Concluding 2005 Books

Jan 13, 2006 14:21

And Now a Few Words from Me:
Advertising’s Leading Critic Lays down the Law Once and for All
- Bob Garfield
- As one might expect from the title, this Bob Garfield is pretty full of himself. So much so that it was difficult to wade through the introduction to the book. However, it was a fun book to read, with lots of humour, lots of quotable lines, and very enjoyable on the whole. Is it something important that everyone should read? No. Do I recommend it for its Fun Factor? Absolutely.
- Quotes and Excerpts:
It is easy to be wrong when you’re cloistered on the inside with like-minded, like-blinded people.
“Thumbs-up” soon loses its meaning if there is no possibility for “Thumbs-down”.
Weekly water torture / Full immersion / No wonder I drink
As Moses discovered the hard way, the prophet business is a bitch… from this day forward, nobody can blame me. I’ve put in my forty days and forty nights and then some. At this point all I can do is pray.
Mindless corporate automatons… don’t like being portrayed as mindless corporate automatons.
…those spots invoked sexuality not because it corresponded with the product or the promise but because the people behind the advertising didn’t have any real ideas… attention getting was mistaken for a goal… As the drunken party buffoon who puts the lampshade on his head knows… attention in and of itself doesn’t win friends. There is no point in getting everybody’s attention if you have nothing to offer once you have it. What people do then is just nervously edge away.
…it’s a preposterous, incendiary, and ultimately counter-productive overstatement - but it doesn’t come from nothing.
Many critics… believe advertising generally to be a malignant cancer in the culture. Jean Kilbourne writes that “all ads, in addition to selling products, sell us the idea that buying things can make us happy, that products can fulfill us and meet our deepest human needs.”
…society is clearly reevaluating, and the current consensus is that sexual correctness is a futile exercise in denial.
Advertising must amuse, seduce, entertain, or otherwise enthrall viewers… but what amuses, seduces, entertains, and enthralls me, or you,… is apt to be very different from what amuses, seduces, entertains, and enthralls Wanda and Darryl and the exactly 50 percent of the consuming public who are stupider than average.
Bear in mind that you must impress the target audience even if… the target audience doesn’t impress you.
Do not be so blindly determined to think outside the box, that you are constructing your own coffins.
Exactly the kind of artiness… that makes people hate art
The (something, something) wasn’t a terrible idea. The charge of the Light Brigade, that was a terrible idea. The Watergate break-in was a terrible idea.
The (something, something) was a satisfactory idea, executed terribly - like the O. J. Simpson prosecution.
Are you so lost in the funhouse of the production process, too pumped full of creative adrenaline, to see how your elaborate dream might materialize as… the client’s worst nightmare?
Nobody in the eventual audience will care about how complicated and exciting the project was.
Please Note: Satan is a household name. Its just that nobody wants to do business with him.
…advice they give roofers and iron workers. You’ve got to feel comfortable up there, or else you’ll fall. But you can’t feel too comfortable, or else you’ll forget where you are, and you’ll fall.
The result was unforgettable, in approximately the way passing a kidney stone is unforgettable.
There is a difference between facts and truth… the parts may be themselves true, but the whole is a filthy, preposterous, reckless, cynical, shameless, damnable lie. It is also standard operating procedure in political campaigns, run by opportunistic dirty tricksters such as would make Machiavelli blush.
… using small facts to tell the Big Lie
… why be simply compelling when you can play on the emotions of a traumatized society and fashion yourself a corporate hero? What does simple human decency have to do with it? You are General Motors. You are Ford. The sacred burial grounds of September 11 are yours to trample, hoisting the flag, desecrating the victims, for the holy purpose of moving the merchandise. The terrorists strike. You conquer. My God, will there ever be a reckoning?
It’s a very “Drink the Kool-Aid” kind of place
Yo, Madge, you cackling harpie, go to hell… We’re not merely exposed to TV advertising, we’re soaking in it… Factor in… its overarching incitement to mindless consumption, and one can easily see how … the “Advertising Century” can be written off as a sorry display of capitalist excess, a toxic by-product of the Information Age.
If advertising were nothing else, it would be valuable as the Rosetta stone of the consumer society.
Fire. The wheel. The printing press. The steam engine. Antibiotics. The integrated circuit. Digitization. TV is on the short list of innovations that changed humankind, and this one was on Madge’s dime. Indeed, one can posit a powerful argument that the TV signal - both the programming and advertising it carried - changed the world in a quite specific way by substantially undermining the Communist bloc. The Iron Curtain could keep people in, but it couldn’t keep the news of the consumer society out. When, through broadcast and video, people in the East realized what was being advertised and purchased in the West, the fraud of Marxist rhetoric was at last all too evident.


§ **YOUR INSTRUCTIONS**
Pictures are to be dropped, and only the lines from the one containing "Task: Click on" through the end of the data below are to be reproduced as written.
---
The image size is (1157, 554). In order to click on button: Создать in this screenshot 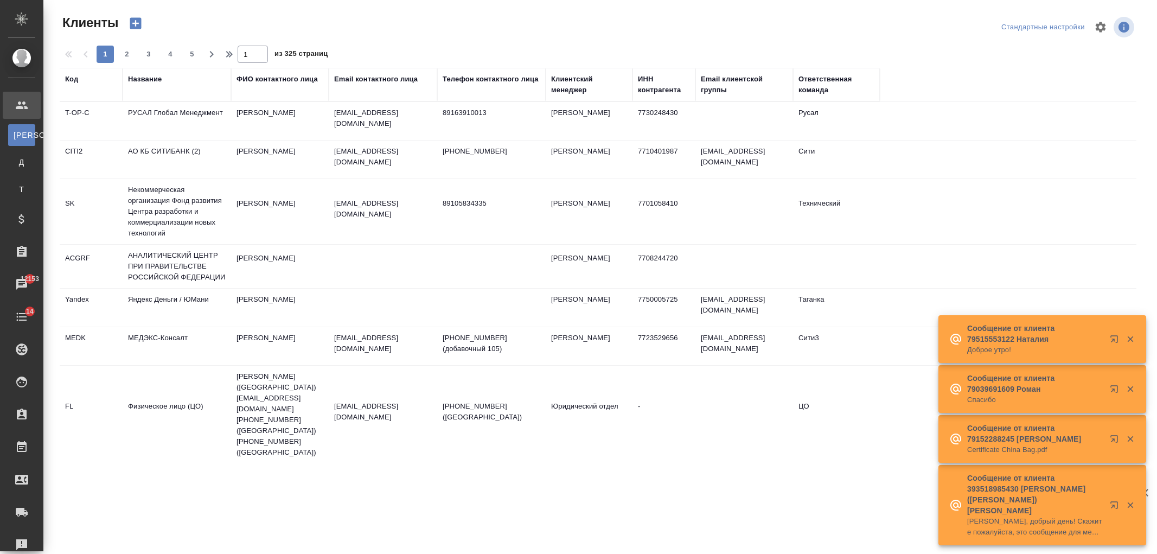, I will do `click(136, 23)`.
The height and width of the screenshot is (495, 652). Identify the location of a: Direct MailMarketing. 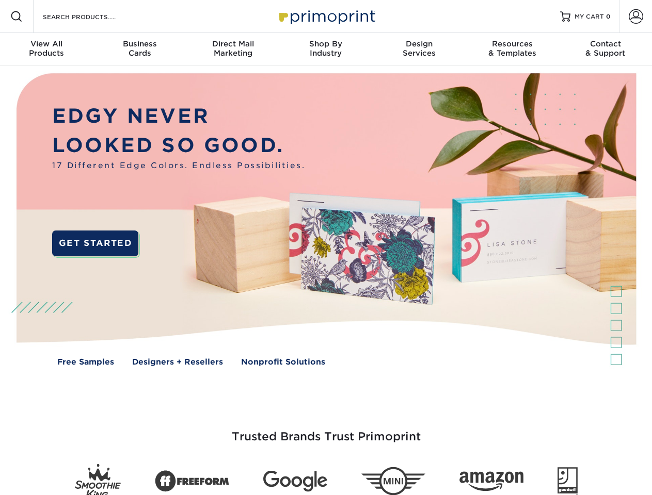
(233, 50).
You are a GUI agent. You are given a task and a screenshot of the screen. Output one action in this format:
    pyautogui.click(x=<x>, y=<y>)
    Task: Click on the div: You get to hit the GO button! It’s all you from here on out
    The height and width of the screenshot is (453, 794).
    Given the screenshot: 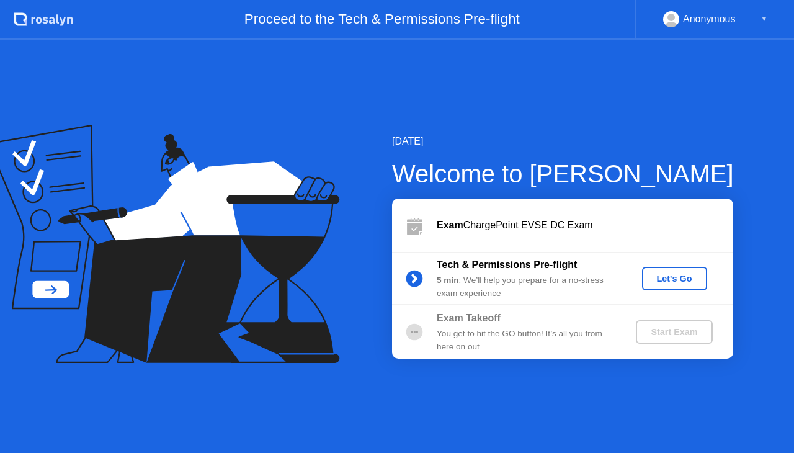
---
§ **RESPONSE AREA**
    Task: Click on the div: You get to hit the GO button! It’s all you from here on out
    The height and width of the screenshot is (453, 794).
    Given the screenshot: 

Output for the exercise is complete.